Bombshell (Hollywood A-List #1)(51)



“Of course!” Ray said.

“I took her phone away for a week,” Kendall said with finality.

“Did she tell you to go f*ck yourself?”

I even flinched from my filterless comment, but Ray laughed.

Kendall didn’t look amused.

“She’ll live,” Ray said. “My lovely bride-to-be might not.” He put his arm around Kendall, and she pushed him off playfully, but without any real humor. She was mad. Willow must have sparked quite a row. I could only imagine the screaming, and Jedi hiding in his room with his Legos.

“I think you’ll be fine,” I said. “I honestly . . . I don’t know what you want out of me. I’ve never gone to the press with any kid’s problem.”

“We were worried,” Kendall said.

“Not really,” Ray interrupted.

“You didn’t work for us when you saw her. The NDA didn’t cover incidents after we terminated you.”

“Oh, Kendie,” Ray said, exasperated. “You don’t get it.”

“Look, this is business, honey.”

“Yes and no. Mostly no.”

She flipped her wrist at him and her bracelets bangled.

“There’s money involved,” Kendall insisted. “It’s business.”

“It’s more complicated—”

“You didn’t have her sign anything to earn the severance.”

“You guys are making me nuts,” I broke in. “Can we get to the point?”

Kendall leaned back and crossed her arms, her body language deferring the entire matter to her husband, who looked as if he now wanted to crawl under a rock and die.

“Just say whatever it is, Ray,” I said. “I won’t walk out. I’m hungry.”

Ray put his elbows on the table. His cuffs hiked to show off a thick gold bracelet I hadn’t seen before. It was no more than another stylish bauble, but it reminded me how much money and power he had. How many connections.

“Willow’s young, and her mistakes can follow her for a long time.”

“You know I’m not going to start calling people.”

“Maybe not now. But if something else happens and it goes public, people are going to come to you for background. She’s not covered with this incident. Legally, you could talk and we don’t want that.”

It was my turn to lean back and cross my arms. How many ways could I tell this guy I wasn’t going to hurt Willow?

“So,” he said, pulling an envelope from his inside pocket. “In here is an agreement to not disclose what happened and where you saw her. It’s the same NDA, give or take, as you signed when you were hired.”

I took the envelope. I could sign it just so these two could sleep at night. It didn’t matter. I wasn’t going to say anything anyway. I opened the envelope. Ray picked a pen out of his inside pocket.

“And if you sign it,” Kendall said, “it’s ten thousand for you.”

I didn’t know why I found that aggravating.

No. Once I froze in place with my hand out for the pen, I figured out why every hair on my body stood on end. The payoff implied I’d ever hold insider information about a child over that child’s head. It questioned the very basics of my integrity.

I closed the envelope.

“I don’t want your money,” I said, sliding the envelope to Ray. “And I’m not signing it. I’d never, ever hurt Willow. And thank you, but I’m not hungry anymore.”

I left, walking right out the back as if there wasn’t a pack of paparazzi waiting for me. I didn’t care. Maybe they were going to say I was storming out because Ray and I were having an affair. Sure. Why not? Let them see me. Let them think what they wanted.

Apparently, Ray didn’t care either because he caught up to me right inside the door.

“Cara, I’m sorry.”

“It’s fine.”

I just wanted to get away from him. He represented a failure I couldn’t control, and he was a passive-aggressive sad sack. I didn’t know how he managed to run an office staff of dozens, much less a household staff you could count on one hand.

“We really miss you,” he said.

“Say ‘hi’ to the kids for me.”

The ma?tre d’ held the door open for me. The dog pack was shouting to Wanda Cravitz, who was doing a three-point turn and waving before coming in for lunch.

“There’s no one like you,” Ray said from behind me. I looked back at him.

“You trying to get in my pants?”

He smiled at the joke I wouldn’t have made when I worked with him. It made me wish I’d lightened up a little when I was in his house.

“We thought about hiring you back.”

If I could have chosen my feelings, “hopeful” wouldn’t have been on the list, but that was how I felt. The door might not have been open wide, but it was ajar, or unlocked maybe. The Heywood house had been an enviable job, and if Kendall was on board, all the better. I assumed I knew what the obstacle was. I could crush it.

“I’m only with Brad a limited time.”

“I had to put the kibosh on it when pictures came across my desk this morning.”

Forty thousand pictures came across his desk in a day. One of them had to do with me. I gripped the shoulder strap on my bag so tightly my knuckles went white.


Look for the word "liquid" in the data below, and copy every line that holds it.
Listed records Block Start
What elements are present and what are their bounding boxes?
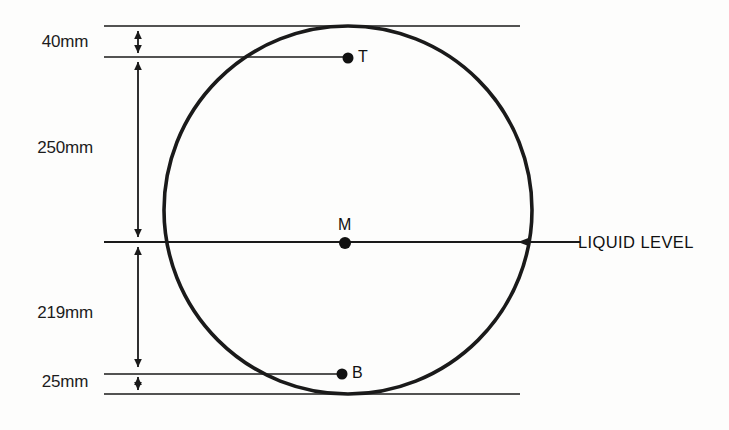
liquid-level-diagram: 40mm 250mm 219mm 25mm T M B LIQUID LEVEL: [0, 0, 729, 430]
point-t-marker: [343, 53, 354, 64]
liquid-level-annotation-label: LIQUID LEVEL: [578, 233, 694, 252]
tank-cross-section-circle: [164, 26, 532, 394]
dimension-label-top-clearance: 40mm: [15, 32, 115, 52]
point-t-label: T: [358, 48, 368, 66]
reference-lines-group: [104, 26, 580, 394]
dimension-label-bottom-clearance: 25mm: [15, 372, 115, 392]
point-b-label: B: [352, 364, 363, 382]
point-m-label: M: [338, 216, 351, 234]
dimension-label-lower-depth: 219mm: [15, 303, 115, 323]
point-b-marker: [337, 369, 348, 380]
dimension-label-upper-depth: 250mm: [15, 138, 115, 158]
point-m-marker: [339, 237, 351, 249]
Listed records Block End
Listed records Block Start
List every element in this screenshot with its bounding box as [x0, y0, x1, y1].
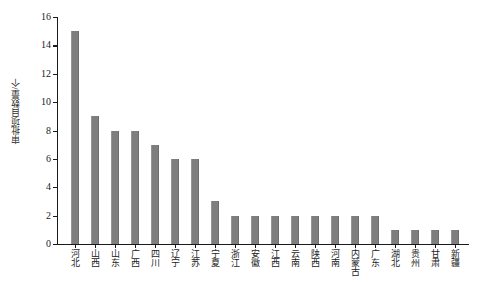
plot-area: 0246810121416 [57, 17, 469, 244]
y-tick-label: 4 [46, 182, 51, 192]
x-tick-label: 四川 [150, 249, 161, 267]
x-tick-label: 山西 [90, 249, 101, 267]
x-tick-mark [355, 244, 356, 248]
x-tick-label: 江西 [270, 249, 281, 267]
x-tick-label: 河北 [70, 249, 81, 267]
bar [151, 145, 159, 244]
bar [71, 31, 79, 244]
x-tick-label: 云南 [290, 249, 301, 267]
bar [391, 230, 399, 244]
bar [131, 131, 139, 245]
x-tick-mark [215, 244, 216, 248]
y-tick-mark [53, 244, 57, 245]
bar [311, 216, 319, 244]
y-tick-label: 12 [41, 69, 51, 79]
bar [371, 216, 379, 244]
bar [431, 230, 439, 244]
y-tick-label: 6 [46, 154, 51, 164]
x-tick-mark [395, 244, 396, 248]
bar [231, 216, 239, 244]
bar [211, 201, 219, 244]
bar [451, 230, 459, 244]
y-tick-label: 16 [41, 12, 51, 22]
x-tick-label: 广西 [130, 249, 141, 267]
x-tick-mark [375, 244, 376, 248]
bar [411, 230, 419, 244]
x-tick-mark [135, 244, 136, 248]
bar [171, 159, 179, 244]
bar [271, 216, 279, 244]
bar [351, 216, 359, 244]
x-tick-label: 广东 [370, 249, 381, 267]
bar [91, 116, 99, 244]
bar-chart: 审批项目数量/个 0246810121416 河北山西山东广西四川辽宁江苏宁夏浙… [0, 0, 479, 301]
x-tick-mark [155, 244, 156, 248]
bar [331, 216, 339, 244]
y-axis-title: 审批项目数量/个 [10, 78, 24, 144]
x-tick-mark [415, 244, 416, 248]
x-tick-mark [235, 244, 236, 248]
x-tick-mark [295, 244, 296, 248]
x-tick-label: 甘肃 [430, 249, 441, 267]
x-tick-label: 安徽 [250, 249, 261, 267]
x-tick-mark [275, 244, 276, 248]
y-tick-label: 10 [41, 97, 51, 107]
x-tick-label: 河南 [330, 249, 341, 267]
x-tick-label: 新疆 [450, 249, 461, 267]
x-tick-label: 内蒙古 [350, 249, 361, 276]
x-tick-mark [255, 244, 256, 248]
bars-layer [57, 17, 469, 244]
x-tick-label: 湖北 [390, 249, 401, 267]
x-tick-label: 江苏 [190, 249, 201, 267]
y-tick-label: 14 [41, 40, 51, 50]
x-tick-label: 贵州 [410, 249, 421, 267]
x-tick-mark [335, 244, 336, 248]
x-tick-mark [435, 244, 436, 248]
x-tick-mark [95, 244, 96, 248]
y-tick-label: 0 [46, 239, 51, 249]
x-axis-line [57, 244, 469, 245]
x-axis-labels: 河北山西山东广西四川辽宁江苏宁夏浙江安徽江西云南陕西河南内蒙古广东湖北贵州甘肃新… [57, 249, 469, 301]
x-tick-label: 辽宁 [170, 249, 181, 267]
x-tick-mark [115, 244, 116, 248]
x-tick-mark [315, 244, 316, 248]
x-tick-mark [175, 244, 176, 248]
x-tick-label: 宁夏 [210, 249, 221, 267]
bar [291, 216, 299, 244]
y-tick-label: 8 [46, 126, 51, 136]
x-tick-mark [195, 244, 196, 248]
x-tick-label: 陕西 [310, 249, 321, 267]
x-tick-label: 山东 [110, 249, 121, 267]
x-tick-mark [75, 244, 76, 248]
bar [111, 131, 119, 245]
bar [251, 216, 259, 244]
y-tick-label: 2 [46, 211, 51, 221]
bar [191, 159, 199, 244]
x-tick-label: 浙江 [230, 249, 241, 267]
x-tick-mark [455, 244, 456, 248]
Listed records Block End
### Output for this task:
liquid-level-diagram: 40mm 250mm 219mm 25mm T M B LIQUID LEVEL: [0, 0, 729, 430]
liquid-level-annotation-label: LIQUID LEVEL: [578, 233, 694, 252]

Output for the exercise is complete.